For all the decline down the other side of the cliff, which was a lot easier than coming upwards, he didn’t say much at all. Not until, when reinforced steps appeared like they’d been dug out of the ground, the earth suddenly felt like it might slide out from beneath her.
“Shit, this is slippery today,” Iain said to himself, but Maisie heard it.
She didn’t like that spike of something other than passiveness in his voice. Her gaze shot beyond him to find Vera – who still had a broken wrist and really shouldn’t be doing any of this at all – but Ronnie had a firm grip on her as she descended, and she used her hiking stick in a way that said she knew what she was doing to not let herself fall.

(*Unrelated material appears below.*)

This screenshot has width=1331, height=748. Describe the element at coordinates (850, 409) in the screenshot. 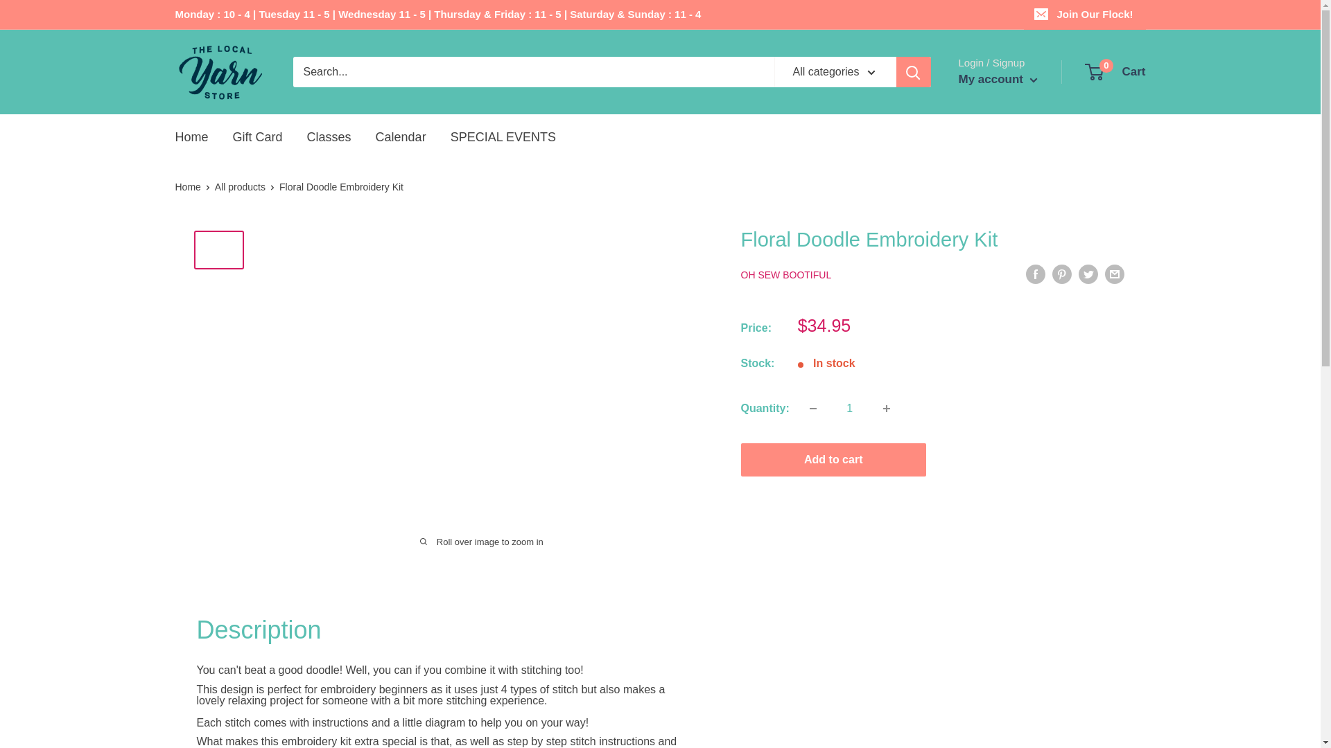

Rather un-optimistically, Maisie looked down at her own feet. Iain had already moved down a few steps curving with the shape of the cliff. She watched him, where he planted his feet, and tried to follow.
He noticed her hesitant movements. “Take your time.”
“Oh, you don’t need to worry about that,” Maisie answered under her breath.
Yesterday, she’d been at her computer, in the warmth with a cup of tea, organising pages of a veterinary website with pictures of cute kittens and bunnies, and now she couldn’t feel her nose from how chilly it was.
When she made it to the little wooden bridge at the bottom of the steps without incident, both Iain and Ted waited for her. She’d noticed there was an aloofness to their relationship that was oddly filled with affection. It was in how Ted looked back from a distance to check where Iain was, and how he didn’t wander too far without him.
The next section of cliff was as steep as the first, for now, with a narrower trail surrounded by mounds of grass that forced her to walk in front of Iain when he gestured for her to go first.
If he was going to keep on doing this –waiting –then they might as well have an actual conversation.